My Two Cents on Sarah Palin

She should not even be in the running. This is akin to Clarence Thomas: I couldn't care less (and didn't at the time) that he was black. He sucked: a C rating by the ABA. Shouldn't have even been nominated, and the Anita Hill thing was a typically spineless Democratic gambit to find "another reason" not to approve of the choice, whether she was telling the truth or not. I can't stand Alito, Roberts, and Scalia, but they have brains and the right to be on the court, objectively speaking. Of course they are dangerous, but they're not unqualified, from a certain perspective. Thomas was and is; ditto Palin.

The GOP is very good at catching liberals in their own silly, narcissistic identity politics, and when they squirm, they show how spineless they are. All the Demz have been doing is touting how "historic" the Hillobama run has been. As if there has never been a female ruler in the history of the world. Margaret Thatcher was female (presumably). Good model? Condi Rice? She's black, too. Let's vote for her! Colin Powell held very high office. Not particularly beneficial to the nation or the world. You can't run on such idiocies, using them to energize potential voters and donors, and then complain when the other side does it, too. But if you can't run on the policies that poll after poll shows that the Great Unwashed Masses want -- if both parties are far to the right of the population, in other words -- you have to run on this kind of garbage.

The entire notion of ethnic/gender loyalties is idiotic, dangerous, and undemocratic in the extreme, and follows logically from an election in which "qualities" are important, not issues. And identity politics is what you'd expect in a consumerist society in which class cannot be taken seriously and in which advertising/PR rules. Buy this razor and women will love you. Use this goo on your face, and you'll never grow old -- and men will love you. This kind of psychological assault (which is what it is) on rationality and truth starts the moment we flick the tube on or open a magazine and continues throughout our lives. It accustoms people to doublethink and irrationality -- as if our species needed any encouragement in that direction! And this industry is run by the corporations that rule our lives and amass capital for themselves and their hired servants (aka, white-collar workers).

And rightwingers are worried about the effect of a few silly self-refuting French postmodernists on Truth!

Palin is a rightwing nutjob with nothing to offer. At least Obama can give a good speech and seems to be intelligent. No, he has no business being where he is, either, and I don't care what color he is. The increasing lack of experience in presidential candidates is purposeful, not incidental. As issues recede and image dominates, the lack of a record becomes more important: the larger the screen upon which to project one's wishes. McCain is struggling to maintain his image as a "maverick," which is totally belied by his record. But in a pseudoevent, that's all the matters (Boorstin's book The Image is worth reading -- prescient; nailed the nascent Camelot myth pretty good).

Whether any of us prefer one screen to another is, to me, kind of beside the point. You can't have a representative democracy based on demagoguery and leader-worship. As Aristotle and Plato warned, rightly.

Or, as Ben Franklin put it, when asked what he thought of the Constitution that had just been written:
I agree to this Constitution with all its faults, if they are such; because I think a general Government necessary for us, and there is no form of Government but what may be a blessing to the people if well administered, and believe farther that this is likely to be well administered for a course of years, and can only end in Despotism, as other forms have done before it, when the people shall become so corrupted as to need despotic Government, being incapable of any other.
"Need" may be challenged, but the universal historical tendency toward despotism is unquestionable, as is the validity of Franklin's prediction.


Please give back every entry in full, word for word, but none of the pictures.

### STUDY MATERIAL

-.-.-

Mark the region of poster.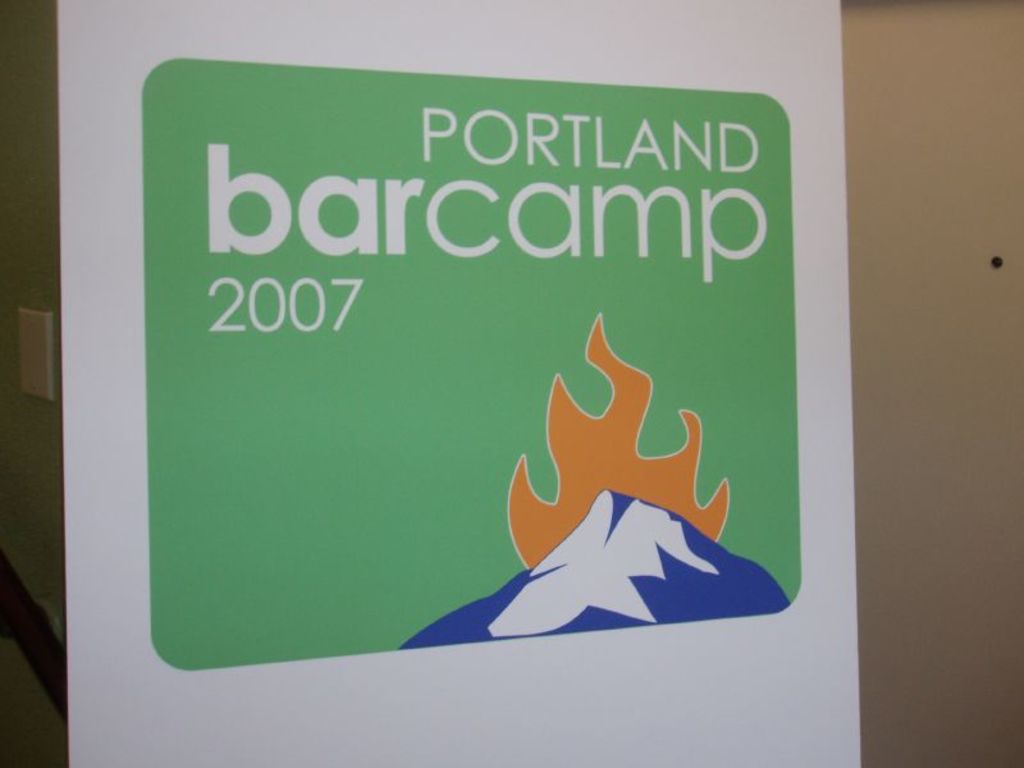
Region: crop(140, 58, 808, 673).
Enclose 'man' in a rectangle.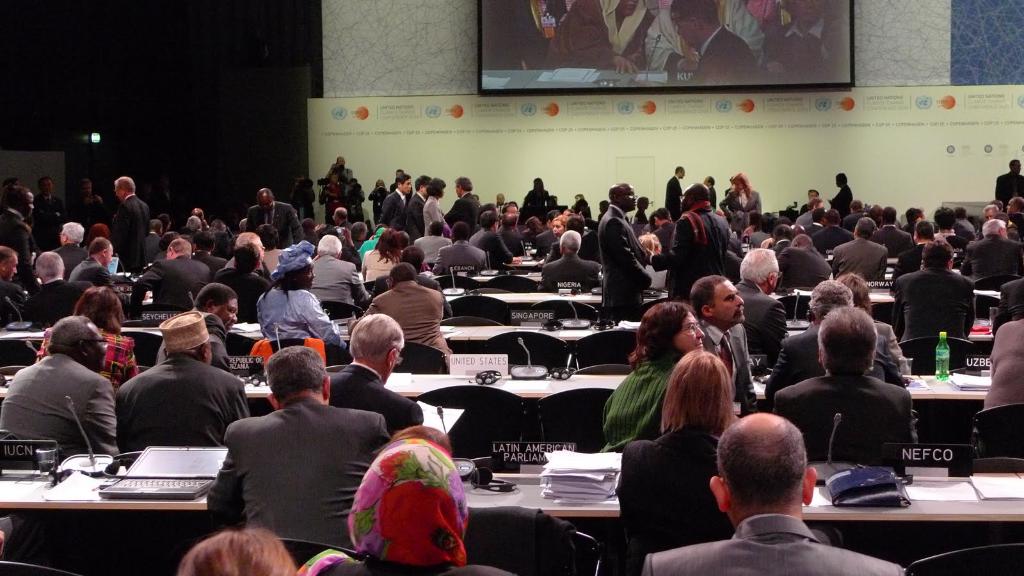
box(591, 185, 656, 312).
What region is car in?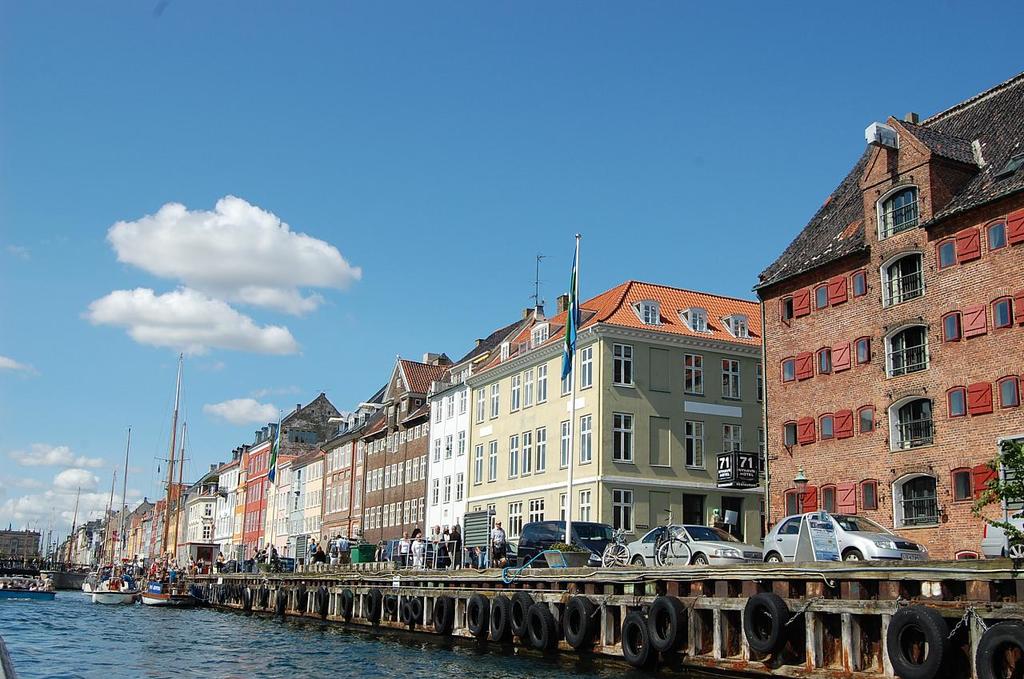
[515,523,614,568].
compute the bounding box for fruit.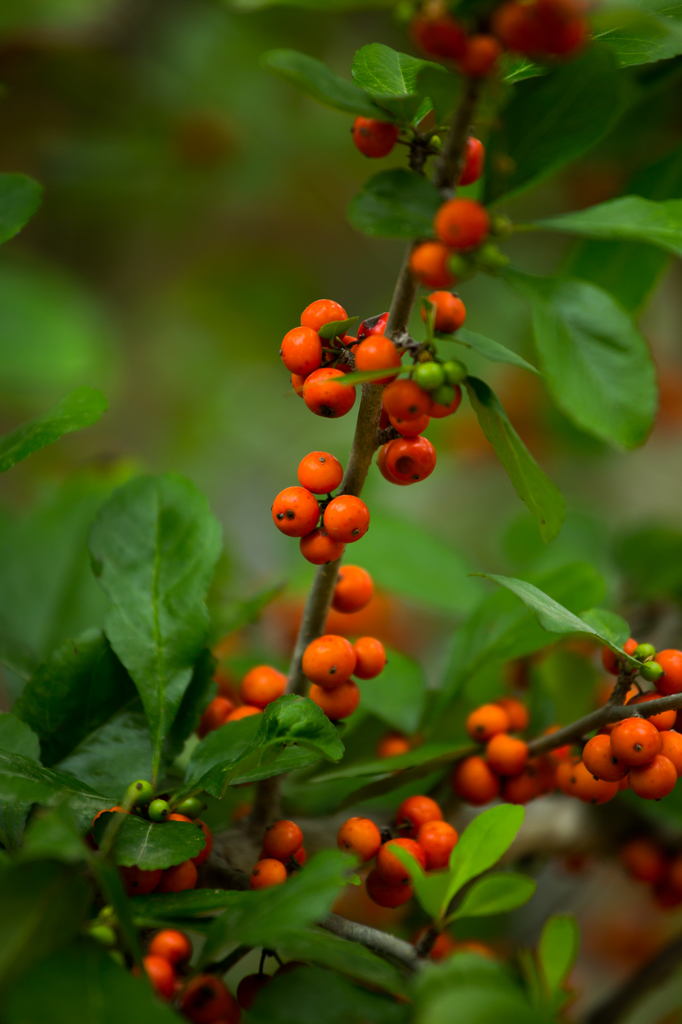
418,129,493,193.
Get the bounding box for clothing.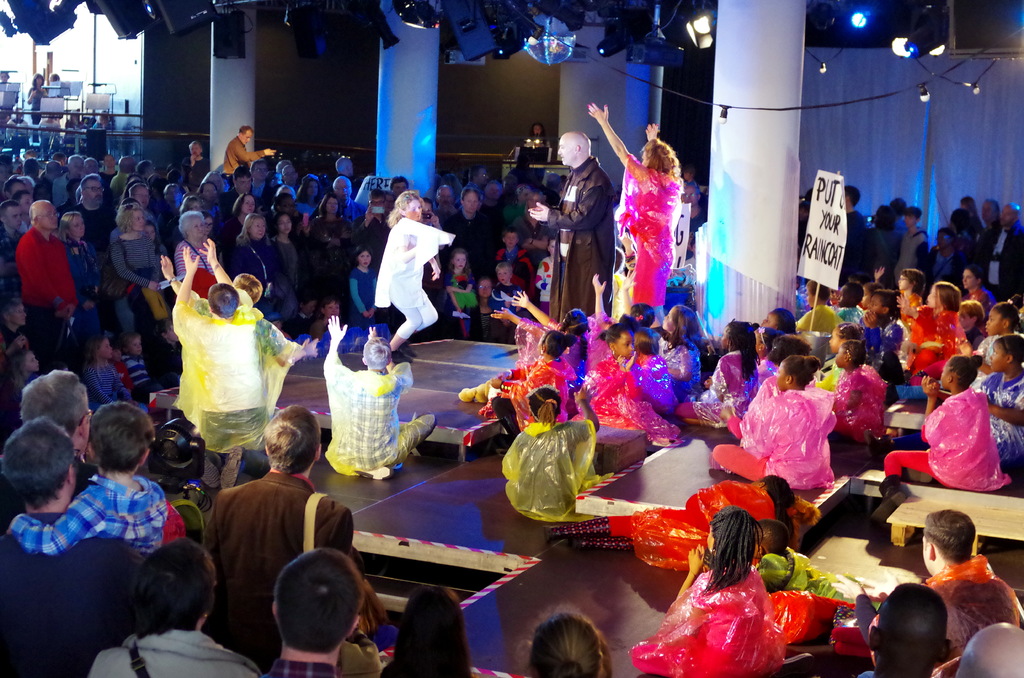
pyautogui.locateOnScreen(690, 350, 758, 424).
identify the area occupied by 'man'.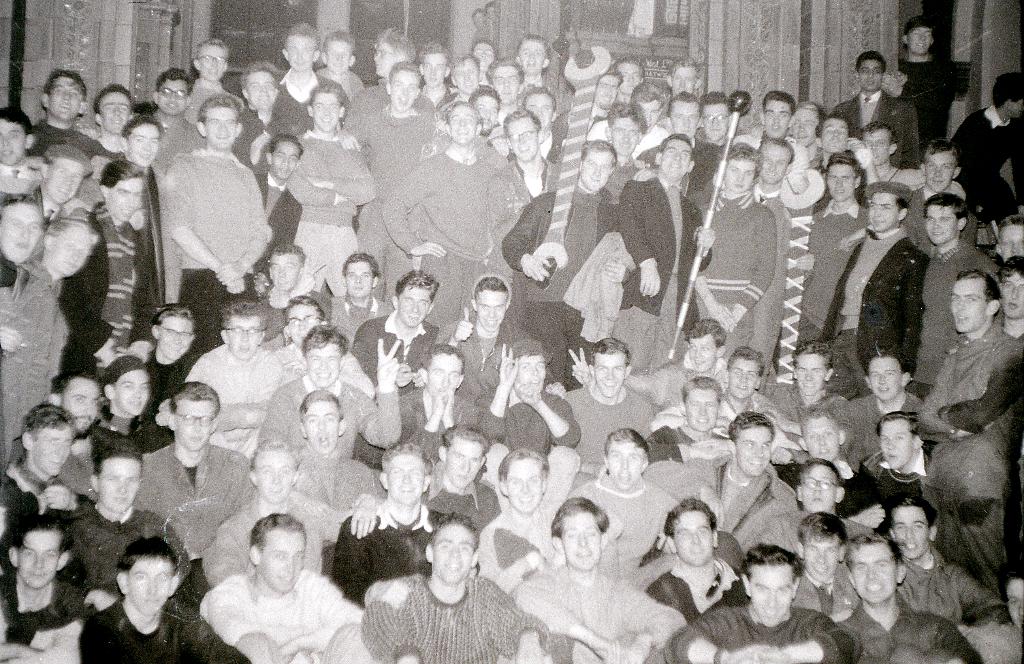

-.-.-

### RESPONSE BELOW
Mark the region of poster.
Region: crop(140, 58, 808, 673).
Enclose 'man' in a rectangle.
box(591, 185, 656, 312).
What region is car in?
[515,523,614,568].
compute the bounding box for fruit.
418,129,493,193.
Get the bounding box for clothing.
pyautogui.locateOnScreen(690, 350, 758, 424).
identify the area occupied by 'man'.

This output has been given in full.